Richard Sharpe shares his thoughts from

The Study Window, February 2012

Readers of the Parish News will recognise both the artist and the subject of this painting. L.S. Lowry painted Piccadilly Circus in 1960. It belonged to Lord Forte. It was sold at Christie’s last year for £5,641,250. In the picture, traffic and London ‘buses spin around Eros. Pedestrians, packed together, walk briskly, legs apart and heads down. You sense that Lowry is looking at them but is not one of them. They are a shifting, anonymous crowd. Fifty two years later, we would need to add in mobile ‘phones and ear plugs. The essential message remains the same.
The Auction House was delighted with the price. Only one other Lowry has ever fetched as much at auction. 2011 was Christie’s strongest yet for 20c British and Irish Art, realising a grand total of £49,000,000.

A picture called Head of a Man with Red Eyes waspainted by Lowry in 1938. Some allege it is a self-portrait, painted either before or after the death of his domineering mother. The red eyes stare straight out at you, or is it that they stare through you? All life has gone from them. The lines of the eyebrows, cheeks and red nose meet in a sunken pit. The lips are closed. I do not hear a voice. The upturned collar and the tightly-wrapped scarf suggest someone who is cold. The background is blue, painted in vertical lines.
I saw this picture before Christmas at the Djanogly Gallery by the South Gate of Nottingham University. Sadly, this exhibition of Lowry Pictures closes on Sunday February 5th this month. The grim northern industrial landscapes, of smoking chimneys and dark figures were there. I also saw empty landscapes with no figures at all. I wanted to learn more.

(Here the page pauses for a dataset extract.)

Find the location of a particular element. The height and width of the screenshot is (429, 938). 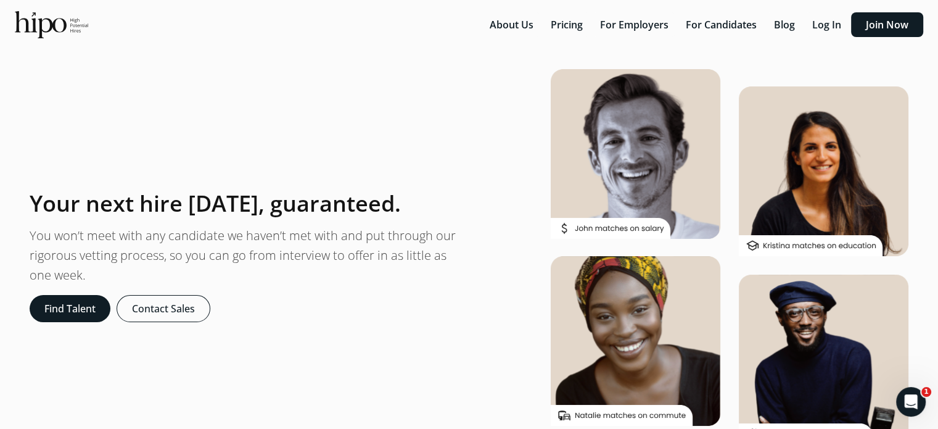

Marina Vaizey wrote of Laurence Stephen Lowry that his pictures are probably the most familiar, the most loved and the most appreciated of all twentieth century art. Other distinguished critics have said that his art is unique. The interesting thing is that it came from a man who was intensely lonely, working as a rent collector and clerk. Michael Leber wrote the impulse to paint, which had maintained him for so long…was all that he had. Lowry told Edwin Mullins that I’m attracted to decay…in a way to ugliness too. In another recorded interview he said I can’t make people look cheerful. Recognition came gradually. He came from the wrong end of the country. He had been taught in the wrong places. He didn’t do self-promotion. The big exhibition of his work at the Royal Academy came after his death. Yet think what he saw, around Pendelbury, Manchester and what he felt. He once said If I had not been lonely, I would not have seen what I did. Hugh Casson wrote of the pictures in the 1976 Academy Catalogue: So much bustling group activity can conceal so much individual loneliness. Lowry had to know it to recognise it in others

Last month the Bigger Picture Art exhibition opened at the Royal Academy . The artist David Hockney has filled twelve rooms with new work. These are landscapes, painted, on-the-spot, on the Yorkshire Wolds, around Bridlington, where he now lives. This is where my own wife Jill. grew up and went to school. We know the area well. But how well do we see it? This is the challenge behind the new exhibition.
The title comes from an earlier work, Bigger Trees near Warter. We saw it last year, or rather, we stood in it. Hockney’s aim is to see and to connect with the natural world; to do so by intense observation, over time and in many directions, rather than a photograph, taken, in one direction, in a split second. To achieve this, he uses i-pad drawing and multi-cameras.
He quotes with approval a Chinese proverb To paint you need the eye, the hand and the heart-two won’t do. The East Yorkshire Wolds is rolling countryside, sitting on chalk, of huge arable fields, compact villages, wealthy farms and empty spaces. This suits Hockney’s solitary way of working. Unlike Lowry, these canvases have no people.
The significance of the exhibition is that landscape painting had largely disappeared. Why paint what we can record on a mobile ‘phone? The significance is that we live in a society in which the visual, the image are central to our ways of seeing and portraying. We can stare every day at hundreds of T.V. channels, magazines, i-phones and Facebook. We may have High Definition. Yet the speed of life and of presentation has meant that we see little, connect with little and understand even less. The media noticed the Exhibition generously. Not all critics were impressed. The one I heard from the Observer called it disappointing.
Jesus never painted pictures in the way Lowry or Hockney have done. Yet, to listen to Jesus’ stories or Parables, you can hear and see the artist’s eye. To list a few at random, there are stories about farming, seeds growing, trees budding, birds, weeds and wheat. There are even more stories about people. Jesus told stories to describe something which is dynamic, alive, bursting into life, life-giving, joy-giving. This something is called The Kingdom of God; God at work in the lives of human beings and human society. This dynamism comes from Jesus.
This is why the Church or People of God will fail if they are concerned about their image. This is why in the Bible, the worship of images or idols is forbidden. These are essentially dead and death-dealing. The Mission of the Church only makes sense and does any good when it is living His life of grace, service and forgiveness in ways which others can see, feel and enter into. It is the opposite of personal or corporate obsessions with money, protection, survival, getting on and image.